I like this idea. As I tried to be more organized and less late to things, I implicitly did something like this, and this is a nice framing of that process.
I do think the asymmetry of the consequences distorts the updates I make a little though – since I am trying hard not to be late, I sometimes leave an unreasonable amount of buffer. I was once 45 minutes early to an appointment because I was taking public transport to an unfamiliar part of the city. I find it harder to make an update based on being early, because I don't know the variance – if I'm late (and I was trying hard not to be), then I clearly underestimated the worst case, but if I'm early then I could have just got lucky.
I have a public transport commute that occasionally has a fair bit of variance, so being punctual isn't necessarily cheap in the sense that I'd have to trade-off being really early on most days just to handle the rare occasions when the extra time is actually needed.
I don't think being a punctual person is much of a feat of epistemic rationality, unlike performance in prediction markets. I think it is more related to personality, similar to conscientiousness.
I agree that being punctual is usually a good thing and a good practice for calibration, but the second half of this post feels too strongly worded and typical mind fallacying.
Being 5 minutes early costs you almost nothing (read your phone). Being 5 minutes late costs social capital.
surely both of these cannot simultaneously be true.
(i don't mind at all when someone is late! they probably had reasons. i'm curious to hear the story!)
To be well-calibrated is to be able to predict the world with appropriate confidence. We know that calibration can be improved through practice. Accurate calibration of our beliefs and expectations is a foundational element of epistemic rationality.
Others have written in detail how to approach life with a Superforecaster mentality.
I suggest a more modest practice: Always be punctual.
You likely have many distinct opportunities to be on time almost every day. Each of these opportunities to be on time is an opportunity to make predictions:
How long will it take me to...
If you have never really made it a priority to be punctual, you will likely learn many things very quickly. First of all, your basic estimates of timing are likely textbook Planning Fallacy examples, in the sense that they are all best-case scenario estimates with no allowance for traffic, computer trouble, bad directions, child tantrums, or slow elevators. Gradually, in your attempts to be predictably punctual, you will learn to predict more and more of the mundane details of the world around you. You will not only get an increasingly accurate sense of how long it takes to do tasks or to drive between places, but you'll even gain a sense of the traffic patterns in your locale, and as you extend this practice over years, perhaps even the best times of day to book plane flights to avoid long lines.
The feedback loop is immediate and unambiguous. You predicted 8:55 arrival; you arrived at 9:13. No ambiguity, no wiggle room, no 'well it depends how you define it.' This is unusually clean epistemic feedback.
Every time you confidently predict that you'll be on time, and then you're late, you have an opportunity for a calibration update. In fact, after you've been doing this for a while, you can even glean an update from being too early!
Coda, and Possible Infohazard for Chronically Late People
There are other good reasons to try to never be late.
Being late is one of those psychological things that is always annoying when other people do it, but somehow it's okay when you do it, because you have reasons. It's a sort of Reverse Fundamental Attribution Error.
If you pause and reflect on this, you will realize that it is in fact not okay when you do it at all, and you would be annoyed if someone did this to you. Lateness communicates disrespect for others, and also personal disorganization. Being chronically late reflects very poorly on you and makes everyone respect you less.
If you find that you are chronically late, and everyone else you know is also chronically late, you should consider that this is because your own persistent disrespect for their time has trained them to expect you to be late. This may not be them communicating that they are okay with your behavior, but that they have simply factored it in when dealing with you.
"What's the big deal? It's just a couple of minutes!" Exactly. Being 5 minutes early costs you almost nothing (read your phone). Being 5 minutes late costs social capital. Calibration training here teaches you to weight outcomes by their consequences, not just their probabilities.
If you find yourself in this position, there is a silver lining: you have a lot of work to do to repair your reputation, but also, if you reverse this behavior today, you can transform your life and the way others see you very quickly and cheaply, relative to most other available actions. And doing so is consonant with a rationalist practice you should probably be doing anyway.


◆ PROBLEM: Check every line below for the word "Image" and copy the ones that have it.

::: DATA FOR THIS EXERCISE :::

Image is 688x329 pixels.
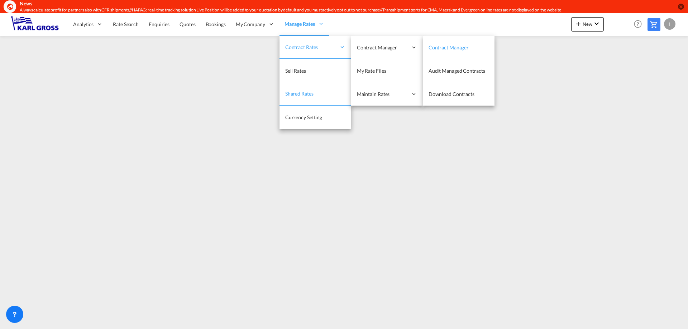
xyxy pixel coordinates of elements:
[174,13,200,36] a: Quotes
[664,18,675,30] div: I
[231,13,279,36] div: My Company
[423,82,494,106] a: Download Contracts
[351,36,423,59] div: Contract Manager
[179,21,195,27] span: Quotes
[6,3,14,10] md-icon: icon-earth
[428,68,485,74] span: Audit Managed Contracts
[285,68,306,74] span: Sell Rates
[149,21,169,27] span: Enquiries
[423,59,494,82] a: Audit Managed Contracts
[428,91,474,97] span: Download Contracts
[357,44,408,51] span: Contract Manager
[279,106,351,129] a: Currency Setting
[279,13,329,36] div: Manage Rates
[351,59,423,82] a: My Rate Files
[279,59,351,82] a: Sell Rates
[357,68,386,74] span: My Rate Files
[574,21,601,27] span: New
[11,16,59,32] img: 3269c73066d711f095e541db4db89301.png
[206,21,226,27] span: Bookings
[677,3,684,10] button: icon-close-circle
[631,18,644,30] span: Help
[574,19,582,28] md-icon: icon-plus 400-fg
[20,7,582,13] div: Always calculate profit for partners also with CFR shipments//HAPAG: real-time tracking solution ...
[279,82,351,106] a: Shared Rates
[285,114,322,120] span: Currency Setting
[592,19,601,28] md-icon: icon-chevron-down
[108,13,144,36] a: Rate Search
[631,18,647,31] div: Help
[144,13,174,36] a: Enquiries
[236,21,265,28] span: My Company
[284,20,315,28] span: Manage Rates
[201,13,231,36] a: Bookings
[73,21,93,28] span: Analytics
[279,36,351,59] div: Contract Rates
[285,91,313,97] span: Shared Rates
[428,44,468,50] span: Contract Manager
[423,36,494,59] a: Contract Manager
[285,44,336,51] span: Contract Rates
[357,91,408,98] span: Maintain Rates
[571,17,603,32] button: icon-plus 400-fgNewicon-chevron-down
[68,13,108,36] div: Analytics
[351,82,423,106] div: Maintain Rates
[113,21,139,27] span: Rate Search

:::
::: DATA FOR THIS EXERCISE :::

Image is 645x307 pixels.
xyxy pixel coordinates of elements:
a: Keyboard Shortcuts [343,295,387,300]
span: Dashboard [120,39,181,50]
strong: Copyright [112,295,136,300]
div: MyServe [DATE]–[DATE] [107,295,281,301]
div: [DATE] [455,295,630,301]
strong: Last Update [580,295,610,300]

:::
::: DATA FOR THIS EXERCISE :::

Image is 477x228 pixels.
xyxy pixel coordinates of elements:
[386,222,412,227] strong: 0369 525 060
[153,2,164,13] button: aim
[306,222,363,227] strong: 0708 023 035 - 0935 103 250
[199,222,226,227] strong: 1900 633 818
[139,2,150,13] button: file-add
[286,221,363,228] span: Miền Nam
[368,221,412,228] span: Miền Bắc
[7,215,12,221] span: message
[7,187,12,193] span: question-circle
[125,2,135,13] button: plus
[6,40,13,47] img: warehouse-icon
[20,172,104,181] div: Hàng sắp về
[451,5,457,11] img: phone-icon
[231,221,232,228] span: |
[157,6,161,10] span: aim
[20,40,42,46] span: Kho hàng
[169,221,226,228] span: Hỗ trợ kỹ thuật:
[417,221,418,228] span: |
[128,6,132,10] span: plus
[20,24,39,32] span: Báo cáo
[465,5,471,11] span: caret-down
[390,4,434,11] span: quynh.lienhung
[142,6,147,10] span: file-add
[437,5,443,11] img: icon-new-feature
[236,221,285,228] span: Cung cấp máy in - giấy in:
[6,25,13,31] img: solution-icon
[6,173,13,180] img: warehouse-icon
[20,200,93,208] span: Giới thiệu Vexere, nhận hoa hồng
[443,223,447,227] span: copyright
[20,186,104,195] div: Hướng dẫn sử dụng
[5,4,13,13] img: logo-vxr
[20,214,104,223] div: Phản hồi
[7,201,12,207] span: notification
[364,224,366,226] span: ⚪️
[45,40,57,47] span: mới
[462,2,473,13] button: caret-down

:::

◆ ANSWER FOR THE TASK:
Image is 688x329 pixels.
Image is 645x307 pixels.
Image is 477x228 pixels.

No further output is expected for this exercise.